There are a few tactics that affiliate marketers will use in order to drive traffic to the products sales page, the main one being Pay Per Click (PPC) advertising such as Google Adwords, or Yahoo! Search Marketing.
Recently Google has changed their rules a bit and you can no longer link directly to an affiliate link on your ad, however there seems to be quite a bit of that going on today. So in order for your PPC ads to work, you will need to create some kind of landing page from where prospective customers can then click on your affiliate link. One such was it to create what is called a review page.
Here is an example of a review page for some weight loss products.
As you can see, it is a simple page with two product reviews. The point of this is to attempt to convince the user to click through on the affiliate link to the sales page of the product. Once they have done that it is totally out of your hands, so obviously it is important to chose a product with a great sales page.
Chris McNeeney or Chris X as he like to be known, has just released a product called Google Nemesis. This is attempting to help wannabe affiliate marketers get ahead of the rest by implementing some clever keyword tracking technology, along with some ready made review page templates. That page i linked to up there was made with this product. He has demonstrated a number of pages he created using Google Nemesis that are pulling in well over $1500USD a day.
Once you have this review page setup, you can then start your Adwords campaign and see how convincing you have been with your reviews. This could end up costing you a fortune for nothing, as all those clicks are costing you money and if they do not complete the process you have lost that lead forever.
Another way is to build a list of subscribers that you can market directly to again and again. This is not easy and takes a great deal of time to build a list of substantial size. If you have a huge list of say, 50,000 subscribers, and 10% of those buy the product you marketed directly to them you can see the huge amount of commissions you will receive just from sending one email.
In order to build a list you need what is called a ‘squeeze page’. This is a page that is used to grab peoples attention with a free offer of some sort, then convince them to put a name and an email address in to get said free offer. It could be an ebook or something like that.
What you see is it is offering a free ebook and has an ‘opt in’ form at the bottom. This way you can get the visitors information and it is yours to keep until they unsubscribe or the email dies etc. You can probably somehow work these two techniques together then that would be very beneficial to you indeed.
I am interested in this business so will come back to the topic again. In the meantime here are some links you might be interested in:
I have made a few changes to the inner workings of the blog in order to see if it increases the amount of traffic i get.
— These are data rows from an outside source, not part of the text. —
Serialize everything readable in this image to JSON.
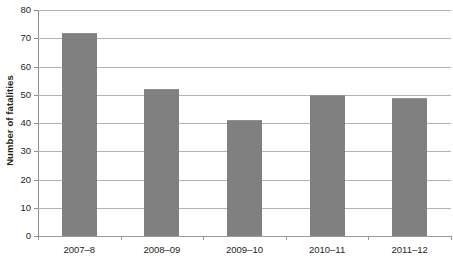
{
  "chart_data": {
    "type": "bar",
    "title": "",
    "subtitle": "",
    "xlabel": "",
    "ylabel": "Number of fatalities",
    "categories": [
      "2007–8",
      "2008–09",
      "2009–10",
      "2010–11",
      "2011–12"
    ],
    "values": [
      72,
      52,
      41,
      50,
      49
    ],
    "series": [
      {
        "name": "Number of fatalities",
        "values": [
          72,
          52,
          41,
          50,
          49
        ]
      }
    ],
    "ylim": [
      0,
      80
    ],
    "ytick_step": 10,
    "yticks": [
      0,
      10,
      20,
      30,
      40,
      50,
      60,
      70,
      80
    ],
    "ytick_labels": [
      "0",
      "10",
      "20",
      "30",
      "40",
      "50",
      "60",
      "70",
      "80"
    ],
    "grid": true,
    "grid_axis": "y",
    "legend": false,
    "legend_position": "none",
    "annotations": [],
    "data_labels": false,
    "bar_color": "#808080",
    "grid_color": "#b3b3b3",
    "axis_color": "#8c8c8c",
    "text_color": "#231f20",
    "background_color": "#ffffff"
  }
}
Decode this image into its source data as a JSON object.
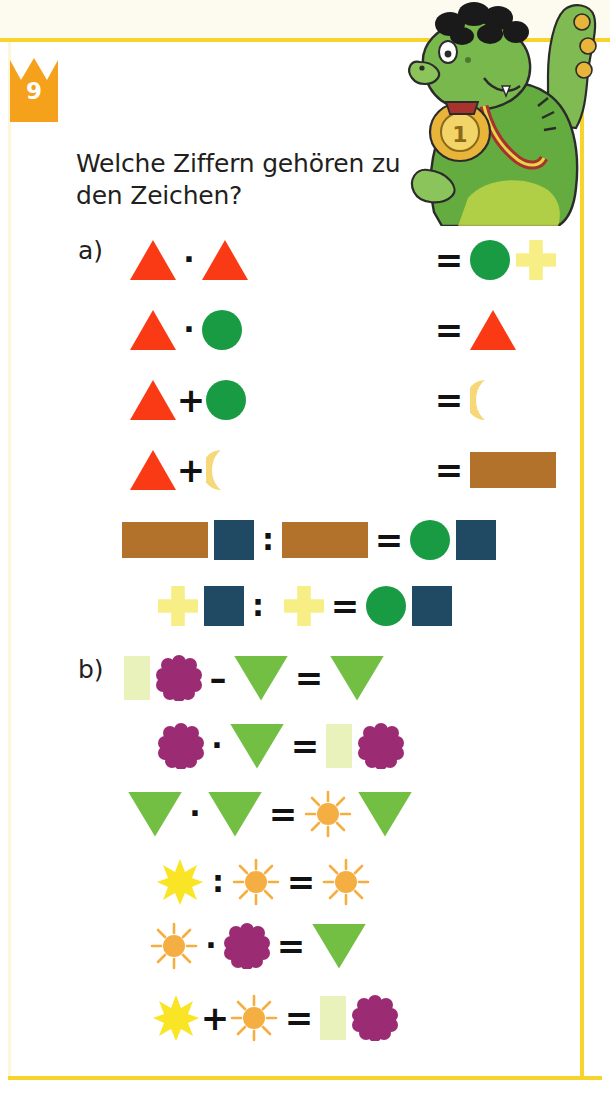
{
  "page": {
    "exercise_number": "9",
    "heading": "Welche Ziffern gehören zu den Zeichen?",
    "frame_color": "#f6d32d",
    "badge_color": "#f5a11b"
  },
  "mascot": {
    "name": "green-dinosaur-with-gold-medal",
    "medal_number": "1",
    "body_color": "#5aa03c",
    "hair_color": "#1a1a1a",
    "medal_color": "#e8b53a"
  },
  "symbol_colors": {
    "triangle_up_red": "#fa3a15",
    "triangle_down_green": "#72bf44",
    "circle_green": "#199b44",
    "cross_yellow": "#f7ef85",
    "moon_yellow": "#f6d878",
    "rect_brown": "#b2722c",
    "square_blue": "#204a63",
    "rect_pale": "#eaf2bb",
    "flower_purple": "#9b2b72",
    "sun_orange": "#f5ae41",
    "star_yellow": "#f9e526"
  },
  "parts": [
    {
      "label": "a)",
      "rows": [
        {
          "left": [
            "triangle-up-red",
            "dot",
            "triangle-up-red"
          ],
          "right": [
            "circle-green",
            "cross-yellow"
          ]
        },
        {
          "left": [
            "triangle-up-red",
            "dot",
            "circle-green"
          ],
          "right": [
            "triangle-up-red"
          ]
        },
        {
          "left": [
            "triangle-up-red",
            "plus",
            "circle-green"
          ],
          "right": [
            "moon-yellow"
          ]
        },
        {
          "left": [
            "triangle-up-red",
            "plus",
            "moon-yellow"
          ],
          "right": [
            "rect-brown"
          ]
        },
        {
          "left": [
            "rect-brown",
            "square-blue",
            "colon",
            "rect-brown"
          ],
          "right": [
            "circle-green",
            "square-blue"
          ]
        },
        {
          "left": [
            "cross-yellow",
            "square-blue",
            "colon",
            "cross-yellow"
          ],
          "right": [
            "circle-green",
            "square-blue"
          ]
        }
      ]
    },
    {
      "label": "b)",
      "rows": [
        {
          "left": [
            "rect-pale",
            "flower-purple",
            "minus",
            "triangle-down-green"
          ],
          "right": [
            "triangle-down-green"
          ]
        },
        {
          "left": [
            "flower-purple",
            "dot",
            "triangle-down-green"
          ],
          "right": [
            "rect-pale",
            "flower-purple"
          ]
        },
        {
          "left": [
            "triangle-down-green",
            "dot",
            "triangle-down-green"
          ],
          "right": [
            "sun-orange",
            "triangle-down-green"
          ]
        },
        {
          "left": [
            "star-yellow",
            "colon",
            "sun-orange"
          ],
          "right": [
            "sun-orange"
          ]
        },
        {
          "left": [
            "sun-orange",
            "dot",
            "flower-purple"
          ],
          "right": [
            "triangle-down-green"
          ]
        },
        {
          "left": [
            "star-yellow",
            "plus",
            "sun-orange"
          ],
          "right": [
            "rect-pale",
            "flower-purple"
          ]
        }
      ]
    }
  ],
  "operators": {
    "dot": "·",
    "plus": "+",
    "minus": "–",
    "colon": ":",
    "equals": "="
  }
}
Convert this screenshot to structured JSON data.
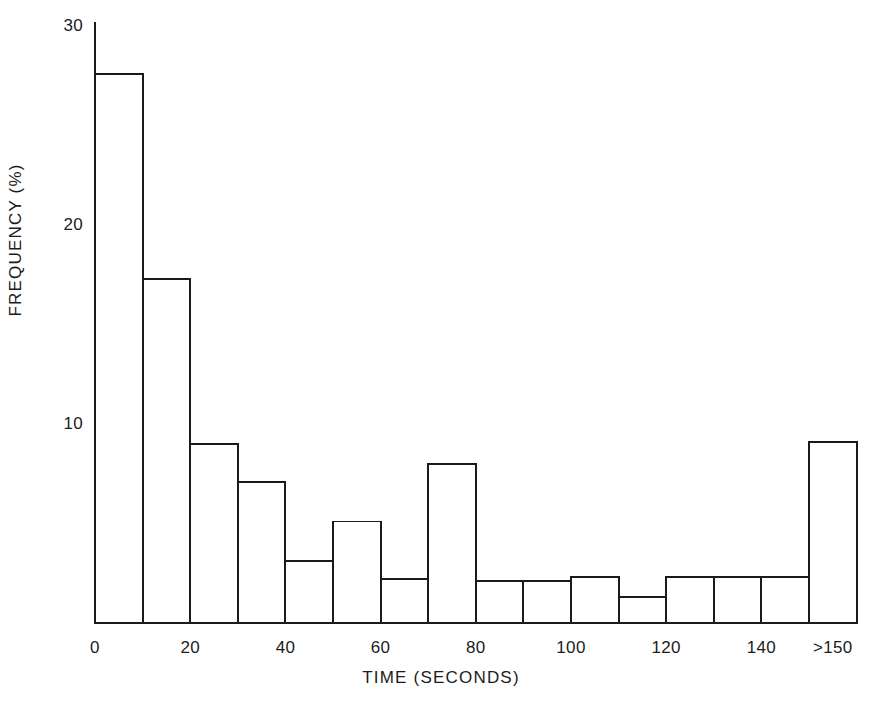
{
  "chart_data": {
    "type": "bar",
    "title": "",
    "subtitle": "",
    "xlabel": "TIME (SECONDS)",
    "ylabel": "FREQUENCY (%)",
    "xlim": [
      0,
      160
    ],
    "ylim": [
      0,
      30
    ],
    "grid": false,
    "legend": null,
    "bin_width": 10,
    "x_tick_labels": [
      "0",
      "20",
      "40",
      "60",
      "80",
      "100",
      "120",
      "140",
      ">150"
    ],
    "x_tick_values": [
      0,
      20,
      40,
      60,
      80,
      100,
      120,
      140,
      155
    ],
    "y_tick_labels": [
      "30",
      "20",
      "10"
    ],
    "y_tick_values": [
      30,
      20,
      10
    ],
    "categories": [
      "0-10",
      "10-20",
      "20-30",
      "30-40",
      "40-50",
      "50-60",
      "60-70",
      "70-80",
      "80-90",
      "90-100",
      "100-110",
      "110-120",
      "120-130",
      "130-140",
      "140-150",
      ">150"
    ],
    "bin_starts": [
      0,
      10,
      20,
      30,
      40,
      50,
      60,
      70,
      80,
      90,
      100,
      110,
      120,
      130,
      140,
      150
    ],
    "values": [
      27.6,
      17.3,
      9.0,
      7.1,
      3.1,
      5.1,
      2.2,
      8.0,
      2.1,
      2.1,
      2.3,
      1.3,
      2.3,
      2.3,
      2.3,
      9.1
    ],
    "series": [
      {
        "name": "Frequency",
        "values": [
          27.6,
          17.3,
          9.0,
          7.1,
          3.1,
          5.1,
          2.2,
          8.0,
          2.1,
          2.1,
          2.3,
          1.3,
          2.3,
          2.3,
          2.3,
          9.1
        ]
      }
    ],
    "style": {
      "bar_fill": "#ffffff",
      "bar_stroke": "#1a1a1a",
      "axis_color": "#1a1a1a",
      "background": "#ffffff"
    }
  }
}
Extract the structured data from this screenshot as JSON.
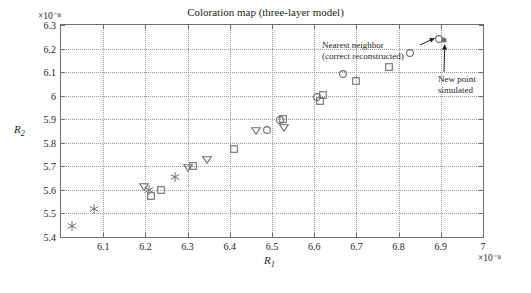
{
  "chart_data": {
    "type": "scatter",
    "title": "Coloration map (three-layer model)",
    "xlabel": "R1",
    "ylabel": "R2",
    "x_exponent": "×10⁻⁸",
    "y_exponent": "×10⁻⁸",
    "xlim": [
      6.0,
      7.0
    ],
    "ylim": [
      5.4,
      6.3
    ],
    "xticks": [
      "6.1",
      "6.2",
      "6.3",
      "6.4",
      "6.5",
      "6.6",
      "6.7",
      "6.8",
      "6.9",
      "7"
    ],
    "xtick_values": [
      6.1,
      6.2,
      6.3,
      6.4,
      6.5,
      6.6,
      6.7,
      6.8,
      6.9,
      7.0
    ],
    "yticks": [
      "5.4",
      "5.5",
      "5.6",
      "5.7",
      "5.8",
      "5.9",
      "6",
      "6.1",
      "6.2",
      "6.3"
    ],
    "ytick_values": [
      5.4,
      5.5,
      5.6,
      5.7,
      5.8,
      5.9,
      6.0,
      6.1,
      6.2,
      6.3
    ],
    "grid": true,
    "legend": "none",
    "marker_color": "#6d6e71",
    "series": [
      {
        "name": "samples",
        "points": [
          {
            "x": 6.025,
            "y": 5.448,
            "marker": "star"
          },
          {
            "x": 6.078,
            "y": 5.517,
            "marker": "star"
          },
          {
            "x": 6.197,
            "y": 5.612,
            "marker": "triangle-down"
          },
          {
            "x": 6.208,
            "y": 5.6,
            "marker": "star"
          },
          {
            "x": 6.213,
            "y": 5.575,
            "marker": "square"
          },
          {
            "x": 6.238,
            "y": 5.601,
            "marker": "square"
          },
          {
            "x": 6.27,
            "y": 5.655,
            "marker": "star"
          },
          {
            "x": 6.3,
            "y": 5.692,
            "marker": "triangle-down"
          },
          {
            "x": 6.313,
            "y": 5.7,
            "marker": "square"
          },
          {
            "x": 6.345,
            "y": 5.725,
            "marker": "triangle-down"
          },
          {
            "x": 6.41,
            "y": 5.772,
            "marker": "square"
          },
          {
            "x": 6.462,
            "y": 5.848,
            "marker": "triangle-down"
          },
          {
            "x": 6.487,
            "y": 5.853,
            "marker": "circle"
          },
          {
            "x": 6.519,
            "y": 5.898,
            "marker": "circle"
          },
          {
            "x": 6.526,
            "y": 5.9,
            "marker": "square"
          },
          {
            "x": 6.528,
            "y": 5.861,
            "marker": "triangle-down"
          },
          {
            "x": 6.607,
            "y": 5.993,
            "marker": "circle"
          },
          {
            "x": 6.613,
            "y": 5.978,
            "marker": "square"
          },
          {
            "x": 6.62,
            "y": 6.002,
            "marker": "square"
          },
          {
            "x": 6.668,
            "y": 6.093,
            "marker": "circle"
          },
          {
            "x": 6.7,
            "y": 6.063,
            "marker": "square"
          },
          {
            "x": 6.778,
            "y": 6.123,
            "marker": "square"
          },
          {
            "x": 6.828,
            "y": 6.182,
            "marker": "circle"
          },
          {
            "x": 6.895,
            "y": 6.24,
            "marker": "circle"
          },
          {
            "x": 6.907,
            "y": 6.238,
            "marker": "dot"
          }
        ]
      }
    ],
    "annotations": [
      {
        "name": "nearest-neighbor",
        "line1": "Nearest neighbor",
        "line2": "(correct reconstructed)",
        "points_to": {
          "x": 6.895,
          "y": 6.24
        }
      },
      {
        "name": "new-point",
        "line1": "New point",
        "line2": "simulated",
        "points_to": {
          "x": 6.907,
          "y": 6.238
        }
      }
    ]
  }
}
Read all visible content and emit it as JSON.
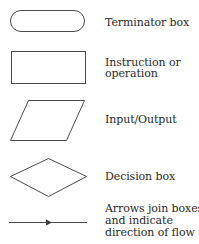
{
  "legend": {
    "items": [
      {
        "shape": "terminator",
        "label_lines": [
          "Terminator box"
        ]
      },
      {
        "shape": "rectangle",
        "label_lines": [
          "Instruction or",
          "operation"
        ]
      },
      {
        "shape": "parallelogram",
        "label_lines": [
          "Input/Output"
        ]
      },
      {
        "shape": "diamond",
        "label_lines": [
          "Decision box"
        ]
      },
      {
        "shape": "arrow",
        "label_lines": [
          "Arrows join boxes",
          "and indicate",
          "direction of flow"
        ]
      }
    ]
  },
  "colors": {
    "stroke": "#4a4a4a",
    "text": "#2a2a2a",
    "background": "#ffffff"
  }
}
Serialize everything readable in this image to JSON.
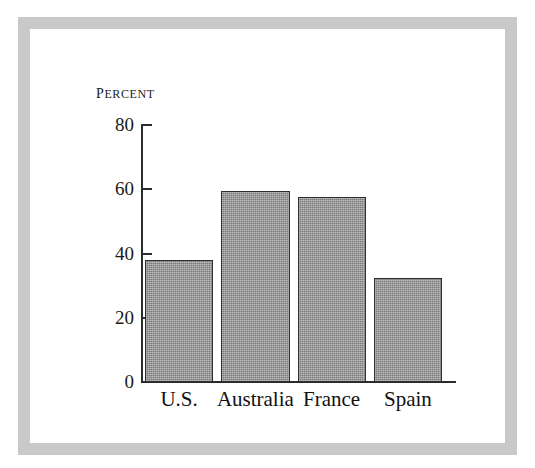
{
  "chart_data": {
    "type": "bar",
    "title": "",
    "subtitle": "",
    "xlabel": "",
    "ylabel": "Percent",
    "categories": [
      "U.S.",
      "Australia",
      "France",
      "Spain"
    ],
    "values": [
      38,
      59.5,
      57.5,
      32.5
    ],
    "ylim": [
      0,
      80
    ],
    "yticks": [
      0,
      20,
      40,
      60,
      80
    ],
    "ytick_labels": [
      "0",
      "20",
      "40",
      "60",
      "80"
    ],
    "grid": false,
    "legend": null,
    "bar_color": "#969696",
    "bar_edge_color": "#2f2f2f",
    "axis_color": "#2b2b2b",
    "frame_color": "#c9c9c9",
    "background_color": "#ffffff"
  }
}
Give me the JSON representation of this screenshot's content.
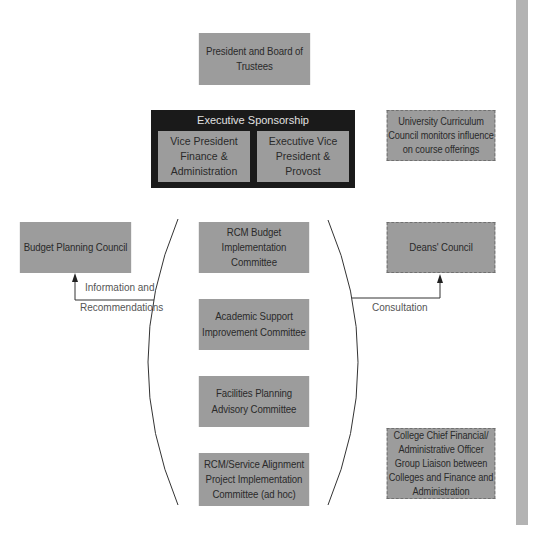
{
  "top": {
    "president_board": "President and Board of Trustees"
  },
  "executive_sponsorship": {
    "title": "Executive Sponsorship",
    "vp_finance": "Vice President Finance & Administration",
    "evp_provost": "Executive Vice President & Provost"
  },
  "left": {
    "budget_planning_council": "Budget Planning Council",
    "arrow_label_line1": "Information and",
    "arrow_label_line2": "Recommendations"
  },
  "center_committees": [
    {
      "label": "RCM Budget Implementation Committee"
    },
    {
      "label": "Academic Support Improvement Committee"
    },
    {
      "label": "Facilities Planning Advisory Committee"
    },
    {
      "label": "RCM/Service Alignment Project Implementation Committee (ad hoc)"
    }
  ],
  "right": {
    "university_curriculum_council": "University Curriculum Council monitors influence on course offerings",
    "deans_council": "Deans' Council",
    "consultation_label": "Consultation",
    "college_cfo_group": "College Chief Financial/ Administrative Officer Group Liaison between Colleges and Finance and Administration"
  },
  "colors": {
    "box_fill": "#9c9c9c",
    "exec_fill": "#1a1a1a",
    "line": "#333333",
    "side_bar": "#b3b3b3"
  }
}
At the moment there are half a dozen posts that really draw the crowd in and i’m trying to figure out exactly what people are looking for and why they would end up on my blog.
So the permalinks have changed, installed a related posts plugin and also some Google trickery has been done on the back end. Will see how it goes!
Mozilla.com web traffic is pushing well over 2 Gigabits a second of just pure HTTP traffic. That is in addition to the 13 Gigabits a second or so of download traffic. We are still at around 14,000 download/minute and mozilla.com is responding well! Go Mozilla community and IT team!